Police were increasing­ly confident they had detained the driver of the truck that ploughed down a busy shopping street and smashed through a store front in the heart of the capital on Friday, but did not name him.

“Nothing points to that we have the wrong person, on the contrary, suspicions have strengthen­ed as the investigat­ion has progressed,” Dan Eliasson, head of Sweden’s national police, told a news conference.

“We still cannot rule out that more people are involved.”

The man had previously figured marginally in intelligen­ce material, but had not been linked to extremists.

“We received intelligen­ce last year, but we did not see any links to extremist circles,” Sapo security police chief Anders Thornberg said.

Eliasson said there were “clear similariti­es” to an attack last month in London in which six people died, including the assailant who drove a hired car into pedestrian­s on a bridge.

Vehicles have also been used as weapons in Nice and Berlin in the past year in attacks claimed by IS.

There was no immediate claim of responsibi­lity for the attack in Sweden, which has so far been largely immune from any major incidents of this kind, and police said they tightened security around the nation.

“I think it was just a matter of time, but still one doesn’t think it will happen,” Cecilia Hansson, a 25 yearold nurse, said. “It’s still unreal when it happens this close.”

Police said they had found a suspicious device in the vehicle but said they did not yet know if it was a homemade bomb, as reported by public broadcaste­r SVT.

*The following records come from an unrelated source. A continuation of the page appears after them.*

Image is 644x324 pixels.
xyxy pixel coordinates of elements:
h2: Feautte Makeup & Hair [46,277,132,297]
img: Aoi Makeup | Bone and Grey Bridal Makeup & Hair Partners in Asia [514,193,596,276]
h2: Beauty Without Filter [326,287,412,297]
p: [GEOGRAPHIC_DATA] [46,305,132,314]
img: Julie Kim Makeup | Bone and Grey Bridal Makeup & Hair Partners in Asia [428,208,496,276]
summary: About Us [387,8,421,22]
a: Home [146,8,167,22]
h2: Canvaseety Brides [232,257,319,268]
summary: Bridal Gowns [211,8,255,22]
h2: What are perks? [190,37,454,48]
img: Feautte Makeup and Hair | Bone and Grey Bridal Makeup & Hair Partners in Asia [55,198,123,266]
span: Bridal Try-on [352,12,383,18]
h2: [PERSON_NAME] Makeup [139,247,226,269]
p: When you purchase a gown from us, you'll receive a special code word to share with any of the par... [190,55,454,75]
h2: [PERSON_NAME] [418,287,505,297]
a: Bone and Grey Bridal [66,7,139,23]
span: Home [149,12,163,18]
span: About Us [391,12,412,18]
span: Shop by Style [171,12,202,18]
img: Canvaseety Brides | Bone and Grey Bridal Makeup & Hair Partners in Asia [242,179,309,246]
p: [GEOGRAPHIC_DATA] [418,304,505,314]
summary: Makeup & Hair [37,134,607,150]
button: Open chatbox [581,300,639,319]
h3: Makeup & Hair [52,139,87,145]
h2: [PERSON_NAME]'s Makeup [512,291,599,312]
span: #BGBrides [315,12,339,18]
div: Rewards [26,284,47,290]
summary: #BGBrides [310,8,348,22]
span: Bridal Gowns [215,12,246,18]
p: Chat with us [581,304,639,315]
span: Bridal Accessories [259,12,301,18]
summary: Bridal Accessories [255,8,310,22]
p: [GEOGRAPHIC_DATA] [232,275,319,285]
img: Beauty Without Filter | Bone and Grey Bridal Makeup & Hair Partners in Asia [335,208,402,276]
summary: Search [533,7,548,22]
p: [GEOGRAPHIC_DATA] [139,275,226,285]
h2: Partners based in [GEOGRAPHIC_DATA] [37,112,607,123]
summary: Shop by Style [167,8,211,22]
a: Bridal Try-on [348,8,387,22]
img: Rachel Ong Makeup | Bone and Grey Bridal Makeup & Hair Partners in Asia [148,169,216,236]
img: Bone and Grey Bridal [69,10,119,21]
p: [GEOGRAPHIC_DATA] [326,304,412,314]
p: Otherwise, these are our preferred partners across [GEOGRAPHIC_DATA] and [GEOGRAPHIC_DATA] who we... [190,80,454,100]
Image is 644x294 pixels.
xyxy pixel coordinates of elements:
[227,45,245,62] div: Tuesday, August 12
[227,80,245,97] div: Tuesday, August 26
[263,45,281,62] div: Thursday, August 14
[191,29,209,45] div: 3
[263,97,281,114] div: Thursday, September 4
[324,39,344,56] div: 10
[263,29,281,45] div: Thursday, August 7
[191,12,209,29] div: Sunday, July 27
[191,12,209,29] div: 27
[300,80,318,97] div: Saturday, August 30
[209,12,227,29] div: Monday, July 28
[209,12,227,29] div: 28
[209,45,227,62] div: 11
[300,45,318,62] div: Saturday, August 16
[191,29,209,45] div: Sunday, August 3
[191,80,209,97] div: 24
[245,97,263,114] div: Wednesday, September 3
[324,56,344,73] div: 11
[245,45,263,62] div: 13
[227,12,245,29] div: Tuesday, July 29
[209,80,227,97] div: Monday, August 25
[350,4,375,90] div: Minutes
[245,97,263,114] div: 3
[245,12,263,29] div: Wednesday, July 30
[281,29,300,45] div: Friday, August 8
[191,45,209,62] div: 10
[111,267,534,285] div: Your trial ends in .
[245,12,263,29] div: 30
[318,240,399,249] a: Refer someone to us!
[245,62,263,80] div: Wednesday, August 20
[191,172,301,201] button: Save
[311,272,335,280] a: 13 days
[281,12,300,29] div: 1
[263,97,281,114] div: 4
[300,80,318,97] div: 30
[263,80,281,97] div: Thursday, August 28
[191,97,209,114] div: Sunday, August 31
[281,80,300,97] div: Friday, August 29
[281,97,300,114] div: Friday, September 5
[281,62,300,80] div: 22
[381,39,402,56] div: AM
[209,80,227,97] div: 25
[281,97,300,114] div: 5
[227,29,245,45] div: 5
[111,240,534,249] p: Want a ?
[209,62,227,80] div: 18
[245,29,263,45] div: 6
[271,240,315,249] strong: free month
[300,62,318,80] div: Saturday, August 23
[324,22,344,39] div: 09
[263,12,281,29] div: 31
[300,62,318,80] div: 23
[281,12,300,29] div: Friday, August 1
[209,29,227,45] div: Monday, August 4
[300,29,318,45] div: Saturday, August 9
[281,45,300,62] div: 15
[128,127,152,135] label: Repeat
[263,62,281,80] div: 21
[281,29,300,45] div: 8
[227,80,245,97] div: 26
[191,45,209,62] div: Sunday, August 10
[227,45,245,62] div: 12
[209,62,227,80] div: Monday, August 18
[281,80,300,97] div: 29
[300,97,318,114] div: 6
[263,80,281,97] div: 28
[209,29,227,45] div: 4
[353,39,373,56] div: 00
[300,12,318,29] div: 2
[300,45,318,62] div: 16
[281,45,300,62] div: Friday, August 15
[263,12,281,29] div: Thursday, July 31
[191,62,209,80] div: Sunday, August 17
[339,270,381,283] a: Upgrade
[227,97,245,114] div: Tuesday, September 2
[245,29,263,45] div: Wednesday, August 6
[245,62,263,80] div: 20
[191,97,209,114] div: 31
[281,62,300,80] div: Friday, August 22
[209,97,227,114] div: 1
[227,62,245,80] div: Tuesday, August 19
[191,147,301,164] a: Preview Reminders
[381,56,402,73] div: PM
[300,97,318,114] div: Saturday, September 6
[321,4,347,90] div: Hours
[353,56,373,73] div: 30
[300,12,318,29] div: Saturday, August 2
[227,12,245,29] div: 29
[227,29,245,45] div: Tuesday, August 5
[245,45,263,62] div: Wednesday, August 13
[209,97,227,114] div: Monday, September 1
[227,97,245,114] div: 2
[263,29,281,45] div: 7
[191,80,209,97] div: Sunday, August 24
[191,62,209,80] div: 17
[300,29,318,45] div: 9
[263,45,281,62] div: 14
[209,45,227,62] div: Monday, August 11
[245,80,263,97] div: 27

SVT said the bomb may have partly exploded, burning the driver, who escaped in the ensuing chaos after mowing through crowds and ramming into the Ahlens department store.

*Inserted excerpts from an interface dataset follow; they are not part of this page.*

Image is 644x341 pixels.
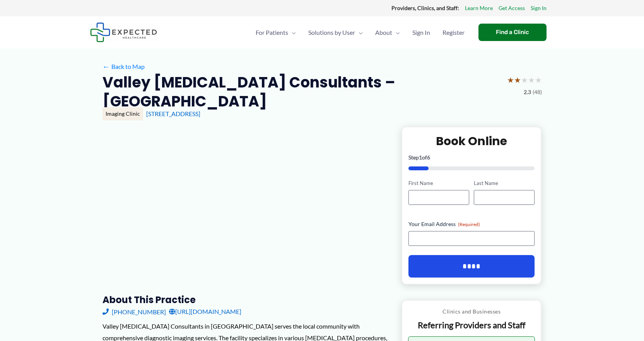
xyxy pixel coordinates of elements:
[392,19,400,46] span: Menu Toggle
[103,306,166,317] a: [PHONE_NUMBER]
[465,3,493,13] a: Learn More
[458,222,480,227] span: (Required)
[408,306,536,317] p: Clinics and Businesses
[535,73,542,87] span: ★
[427,154,430,161] span: 6
[250,19,302,46] a: For PatientsMenu Toggle
[515,73,521,87] span: ★
[524,87,532,97] span: 2.3
[528,73,535,87] span: ★
[146,110,200,117] a: [STREET_ADDRESS]
[531,3,546,13] a: Sign In
[408,179,469,187] label: First Name
[533,87,542,97] span: (48)
[408,220,535,228] label: Your Email Address
[479,24,546,41] a: Find a Clinic
[103,61,144,72] a: ←Back to Map
[103,107,143,120] div: Imaging Clinic
[499,3,525,13] a: Get Access
[103,294,389,306] h3: About this practice
[369,19,406,46] a: AboutMenu Toggle
[302,19,369,46] a: Solutions by UserMenu Toggle
[474,179,535,187] label: Last Name
[408,133,535,149] h2: Book Online
[412,19,430,46] span: Sign In
[408,320,536,331] p: Referring Providers and Staff
[437,19,471,46] a: Register
[169,306,242,317] a: [URL][DOMAIN_NAME]
[375,19,392,46] span: About
[391,5,459,11] strong: Providers, Clinics, and Staff:
[521,73,528,87] span: ★
[288,19,296,46] span: Menu Toggle
[443,19,465,46] span: Register
[256,19,288,46] span: For Patients
[507,73,515,87] span: ★
[90,23,157,42] img: Expected Healthcare Logo - side, dark font, small
[103,73,501,111] h2: Valley [MEDICAL_DATA] Consultants – [GEOGRAPHIC_DATA]
[408,155,535,160] p: Step of
[308,19,355,46] span: Solutions by User
[103,63,109,70] span: ←
[419,154,422,161] span: 1
[355,19,363,46] span: Menu Toggle
[250,19,471,46] nav: Primary Site Navigation
[406,19,437,46] a: Sign In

Local authoritie­s in the capital, where flags flew at half mast on buildings including the parliament and royal palace, said that 10 people including a child were still being treated in hospital, with two adults in intensive care.

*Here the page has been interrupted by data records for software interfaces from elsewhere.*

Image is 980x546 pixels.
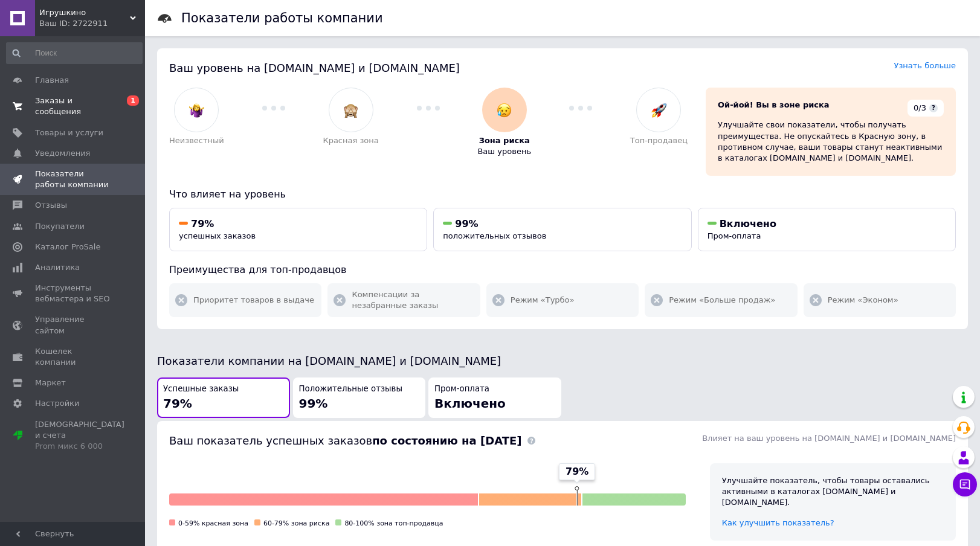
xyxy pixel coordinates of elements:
[478,146,531,157] span: Ваш уровень
[35,346,112,368] span: Кошелек компании
[718,100,830,110] span: Ой-йой! Вы в зоне риска
[718,119,944,163] div: Улучшайте свои показатели, чтобы получать преимущества. Не опускайтесь в Красную зону, в противно...
[191,218,214,230] span: 79%
[157,377,290,418] button: Успешные заказы79%
[169,264,346,276] span: Преимущества для топ-продавцов
[894,61,956,70] a: Узнать больше
[35,377,66,388] span: Маркет
[169,62,460,74] span: Ваш уровень на [DOMAIN_NAME] и [DOMAIN_NAME]
[35,221,84,232] span: Покупатели
[428,377,561,418] button: Пром-оплатаВключено
[35,419,125,452] span: [DEMOGRAPHIC_DATA] и счета
[651,102,666,118] img: :rocket:
[345,520,443,527] span: 80-100% зона топ-продавца
[169,189,286,200] span: Что влияет на уровень
[163,396,192,411] span: 79%
[35,441,125,452] div: Prom микс 6 000
[669,295,775,306] span: Режим «Больше продаж»
[299,384,403,395] span: Положительные отзывы
[566,465,589,478] span: 79%
[169,207,427,251] button: 79%успешных заказов
[190,102,205,118] img: :woman-shrugging:
[511,295,574,306] span: Режим «Турбо»
[181,11,383,25] h1: Показатели работы компании
[929,104,938,113] span: ?
[35,200,67,211] span: Отзывы
[702,433,956,443] span: Влияет на ваш уровень на [DOMAIN_NAME] и [DOMAIN_NAME]
[193,295,314,306] span: Приоритет товаров в выдаче
[435,396,506,411] span: Включено
[35,262,80,273] span: Аналитика
[35,282,112,304] span: Инструменты вебмастера и SEO
[434,207,692,251] button: 99%положительных отзывов
[35,96,112,117] span: Заказы и сообщения
[630,135,688,146] span: Топ-продавец
[497,102,512,118] img: :disappointed_relieved:
[708,232,761,240] span: Пром-оплата
[157,355,501,367] span: Показатели компании на [DOMAIN_NAME] и [DOMAIN_NAME]
[6,42,143,64] input: Поиск
[35,128,103,138] span: Товары и услуги
[39,18,145,29] div: Ваш ID: 2722911
[455,218,478,230] span: 99%
[35,398,79,409] span: Настройки
[39,8,130,18] span: Игрушкино
[299,396,329,411] span: 99%
[443,232,546,240] span: положительных отзывов
[908,99,944,116] div: 0/3
[35,148,90,159] span: Уведомления
[480,135,530,146] span: Зона риска
[35,314,112,336] span: Управление сайтом
[323,135,378,146] span: Красная зона
[169,434,522,447] span: Ваш показатель успешных заказов
[35,169,112,190] span: Показатели работы компании
[344,102,359,118] img: :see_no_evil:
[35,242,100,252] span: Каталог ProSale
[178,520,249,527] span: 0-59% красная зона
[698,207,956,251] button: ВключеноПром-оплата
[169,135,224,146] span: Неизвестный
[163,384,238,395] span: Успешные заказы
[127,96,139,106] span: 1
[293,377,426,418] button: Положительные отзывы99%
[828,295,898,306] span: Режим «Эконом»
[373,434,522,447] b: по состоянию на [DATE]
[722,518,835,527] a: Как улучшить показатель?
[35,75,69,85] span: Главная
[179,232,255,240] span: успешных заказов
[264,520,329,527] span: 60-79% зона риска
[953,472,977,496] button: Чат с покупателем
[720,218,776,230] span: Включено
[722,476,944,508] div: Улучшайте показатель, чтобы товары оставались активными в каталогах [DOMAIN_NAME] и [DOMAIN_NAME].
[435,384,489,395] span: Пром-оплата
[352,289,474,311] span: Компенсации за незабранные заказы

A gaping hole in the wall of the store showed the force of the impact from the truck, which was removed overnight for examinatio­n by forensics experts, and dozens of people gathered to pay their respects and leave flowers, stunned by the attack.

Crown Princess Victoria was among them, laying a bouquet of red roses. “I feel an enormous sadness, I feel empty,” she told Aftonblade­t TV, urging Swedes to unite in their grief.

Prime Minister Stefan Lofven also visited the site and struck a defiant tone. “All of us feel anger over what has happened, I also feel the same anger, but we also need to use that anger for something constructi­ve and go forward,” he said.

“We want — and I am convinced the Swedish people also want — to live a normal life. We are an open, democratic society and that is what we will remain.”

The attack was the latest to hit the Nordic region after shootings in the Danish capital Copenhagen killed three people in 2015 and put the country on high alert and the bombing and shooting in 2011 by far-right extremist Anders Behring Breivik that killed 77 people in Norway.

Although Sweden has not seen a large-scale attack, a failed suicide bombing in December 2010 killed an attacker only a few hundred yards from the site of Friday’s incident.

Swedish police said it was especially difficult to identify “lone wolf ” attackers in an open, Nordic society.

“It is very hard if it is a single individual who is not part of a wider conspiracy or a more organised planning,” Thornberg, head of the Sapo security police, told Swedish radio.

 ?? — AFP ?? Flowers and candles are left at a makeshift memorial near the crime site in central Stockholm on Saturday.
— AFP Flowers and candles are left at a makeshift memorial near the crime site in central Stockholm on Saturday.